I found the article quite enlightening. Author discusses those things - how they came about and what effect this ruling will have on them. Sorry you missed the substance and only found fluff....
I did answer you. I replied to your snark. The answers are all in the post you denigrated. If you didn't have time to read it, or didn't follow it, say that. Why insult the author?
Fourth —and possibly most significant of all— even though Louisiana v. Callais explicitly applies to congressional districts and the VRA’s Section 2, its logic could ripple throughout all other state and local offices, too. Section 2 doesn’t only apply to Congress. Anyplace where blue states have rigged the game using race as an excuse —city councilmen, county clerks, library board members, mosquito control board— will now be fair game for local lawfare challenging any racial scale-tipping.
That is copied/pasted from the article. You want to berate me for not handing you answers on a silver platter, yet they are in the article, plain as day. I grant you, author is very wordy, but he was thorough.
I read the opinion. The legislative body will use regular old political partisanship to rig districts as they see fit. As long as they don't rig them by race, the legislative body has sole and final say.
The Civil Rights dept of DOJ will actively go after areas that used race as the primary factor in drawing districts. Will affect single member districts, positions created solely for minorities, etc. It should greatly help lower ballot races and positions - think school boards, library boards, etc.
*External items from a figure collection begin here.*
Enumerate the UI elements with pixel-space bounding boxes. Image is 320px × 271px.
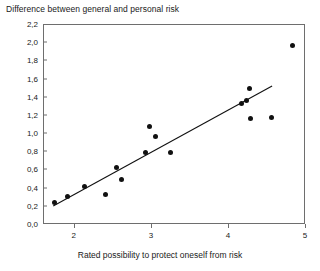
- data-layer: [44, 25, 306, 225]
- data-point: [143, 150, 148, 155]
- x-axis-tick-label: 2: [72, 231, 76, 240]
- y-axis-tick-mark: [43, 60, 47, 61]
- data-point: [244, 98, 249, 103]
- y-axis-tick-label: 1,6: [27, 74, 38, 83]
- y-axis-tick-mark: [43, 187, 47, 188]
- data-point: [269, 115, 274, 120]
- data-point: [82, 184, 87, 189]
- x-axis-tick-mark: [305, 224, 306, 228]
- y-axis-tick-mark: [43, 42, 47, 43]
- y-axis-tick-mark: [43, 205, 47, 206]
- data-point: [103, 192, 108, 197]
- y-axis-tick-mark: [43, 96, 47, 97]
- y-axis-tick-mark: [43, 169, 47, 170]
- x-axis-tick-labels: 2345: [0, 231, 320, 243]
- x-axis-tick-label: 5: [303, 231, 307, 240]
- plot-area: [43, 24, 305, 224]
- y-axis-tick-mark: [43, 151, 47, 152]
- chart-figure: Difference between general and personal …: [0, 0, 320, 271]
- data-point: [119, 177, 124, 182]
- x-axis-tick-mark: [151, 224, 152, 228]
- data-point: [239, 101, 244, 106]
- x-axis-tick-mark: [228, 224, 229, 228]
- y-axis-tick-labels: 0,00,20,40,60,81,01,21,41,61,82,02,2: [0, 24, 38, 224]
- y-axis-tick-label: 1,8: [27, 56, 38, 65]
- y-axis-tick-label: 0,6: [27, 165, 38, 174]
- y-axis-tick-label: 2,2: [27, 20, 38, 29]
- y-axis-tick-label: 0,4: [27, 183, 38, 192]
- y-axis-tick-label: 0,8: [27, 147, 38, 156]
- y-axis-tick-label: 0,2: [27, 201, 38, 210]
- y-axis-tick-mark: [43, 78, 47, 79]
- x-axis-tick-mark: [74, 224, 75, 228]
- y-axis-tick-label: 1,0: [27, 129, 38, 138]
- data-point: [65, 194, 70, 199]
- regression-line: [44, 25, 306, 225]
- data-point: [52, 200, 57, 205]
- y-axis-tick-label: 1,2: [27, 110, 38, 119]
- data-point: [168, 150, 173, 155]
- data-point: [290, 43, 295, 48]
- data-point: [147, 124, 152, 129]
- x-axis-tick-label: 4: [226, 231, 230, 240]
- y-axis-tick-label: 2,0: [27, 38, 38, 47]
- y-axis-tick-label: 1,4: [27, 92, 38, 101]
- data-point: [153, 134, 158, 139]
- data-point: [114, 165, 119, 170]
- chart-title: Difference between general and personal …: [6, 4, 179, 14]
- y-axis-tick-mark: [43, 114, 47, 115]
- y-axis-tick-label: 0,0: [27, 220, 38, 229]
- x-axis-title: Rated possibility to protect oneself fro…: [0, 250, 320, 260]
- data-point: [247, 86, 252, 91]
- y-axis-tick-mark: [43, 133, 47, 134]
- data-point: [248, 116, 253, 121]
- x-axis-tick-label: 3: [149, 231, 153, 240]
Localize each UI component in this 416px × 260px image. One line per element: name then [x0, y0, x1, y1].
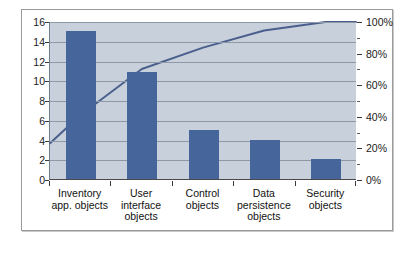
- y-tick-right: [357, 148, 362, 149]
- gridline: [50, 62, 356, 63]
- plot-area: [49, 22, 356, 180]
- gridline: [50, 81, 356, 82]
- bar: [127, 72, 157, 179]
- cumulative-line: [50, 22, 356, 143]
- y-tick-right: [357, 22, 362, 23]
- y-tick-right-minor: [357, 101, 360, 102]
- bar: [189, 130, 219, 179]
- bar: [311, 159, 341, 179]
- x-category-label-line: Security: [289, 188, 362, 200]
- y-tick-label-right: 60%: [366, 80, 387, 91]
- bar: [250, 140, 280, 180]
- y-tick-label-left: 0: [19, 175, 45, 186]
- x-tick: [355, 181, 356, 186]
- x-category-label: Securityobjects: [289, 188, 362, 211]
- y-tick-label-left: 12: [19, 56, 45, 67]
- y-tick-right-minor: [357, 38, 360, 39]
- x-category-label-line: objects: [289, 200, 362, 212]
- y-tick-label-right: 80%: [366, 48, 387, 59]
- x-tick: [172, 181, 173, 186]
- y-tick-label-right: 20%: [366, 143, 387, 154]
- y-tick-label-left: 16: [19, 17, 45, 28]
- y-tick-right: [357, 85, 362, 86]
- y-axis-right: 0%20%40%60%80%100%: [357, 22, 409, 180]
- x-tick: [49, 181, 50, 186]
- y-tick-label-left: 2: [19, 155, 45, 166]
- y-tick-label-left: 8: [19, 96, 45, 107]
- y-tick-right-minor: [357, 164, 360, 165]
- y-tick-label-left: 6: [19, 116, 45, 127]
- x-axis: Inventoryapp. objectsUserinterfaceobject…: [49, 181, 356, 229]
- y-tick-right-minor: [357, 133, 360, 134]
- y-tick-right: [357, 180, 362, 181]
- x-category-label-line: objects: [104, 211, 177, 223]
- gridline: [50, 22, 356, 23]
- pareto-chart: 0246810121416 0%20%40%60%80%100% Invento…: [0, 0, 416, 260]
- gridline: [50, 121, 356, 122]
- y-tick-label-right: 40%: [366, 112, 387, 123]
- y-tick-right-minor: [357, 69, 360, 70]
- y-tick-label-right: 100%: [366, 17, 393, 28]
- y-tick-right: [357, 54, 362, 55]
- y-tick-label-left: 10: [19, 76, 45, 87]
- y-tick-right: [357, 117, 362, 118]
- x-category-label-line: objects: [227, 211, 300, 223]
- x-tick: [295, 181, 296, 186]
- x-tick: [110, 181, 111, 186]
- y-tick-label-left: 4: [19, 135, 45, 146]
- y-axis-left: 0246810121416: [17, 22, 45, 180]
- gridline: [50, 101, 356, 102]
- bar: [66, 31, 96, 179]
- x-tick: [233, 181, 234, 186]
- gridline: [50, 42, 356, 43]
- y-tick-label-right: 0%: [366, 175, 381, 186]
- y-tick-label-left: 14: [19, 37, 45, 48]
So, I found the article to be a little to full of fluff and references and it made it hard for me to fully understand what's happening.
Districts will now need to be drawn based on what? Regular shapes, or by city or county lines?
And how exactly was it saying it effected council seats and such? These positions were being filled based on race representation demographics?
I found the article quite enlightening. Author discusses those things - how they came about and what effect this ruling will have on them. Sorry you missed the substance and only found fluff....
That's very nice for you, too bad you found answering my question to be beyond your abilities even though you have the answer.
I did answer you. I replied to your snark. The answers are all in the post you denigrated. If you didn't have time to read it, or didn't follow it, say that. Why insult the author?
Fourth —and possibly most significant of all— even though Louisiana v. Callais explicitly applies to congressional districts and the VRA’s Section 2, its logic could ripple throughout all other state and local offices, too. Section 2 doesn’t only apply to Congress. Anyplace where blue states have rigged the game using race as an excuse —city councilmen, county clerks, library board members, mosquito control board— will now be fair game for local lawfare challenging any racial scale-tipping.
That is copied/pasted from the article. You want to berate me for not handing you answers on a silver platter, yet they are in the article, plain as day. I grant you, author is very wordy, but he was thorough.
I read the opinion. The legislative body will use regular old political partisanship to rig districts as they see fit. As long as they don't rig them by race, the legislative body has sole and final say.
So it's just standing to sue if suspected of going by race?
The Civil Rights dept of DOJ will actively go after areas that used race as the primary factor in drawing districts. Will affect single member districts, positions created solely for minorities, etc. It should greatly help lower ballot races and positions - think school boards, library boards, etc.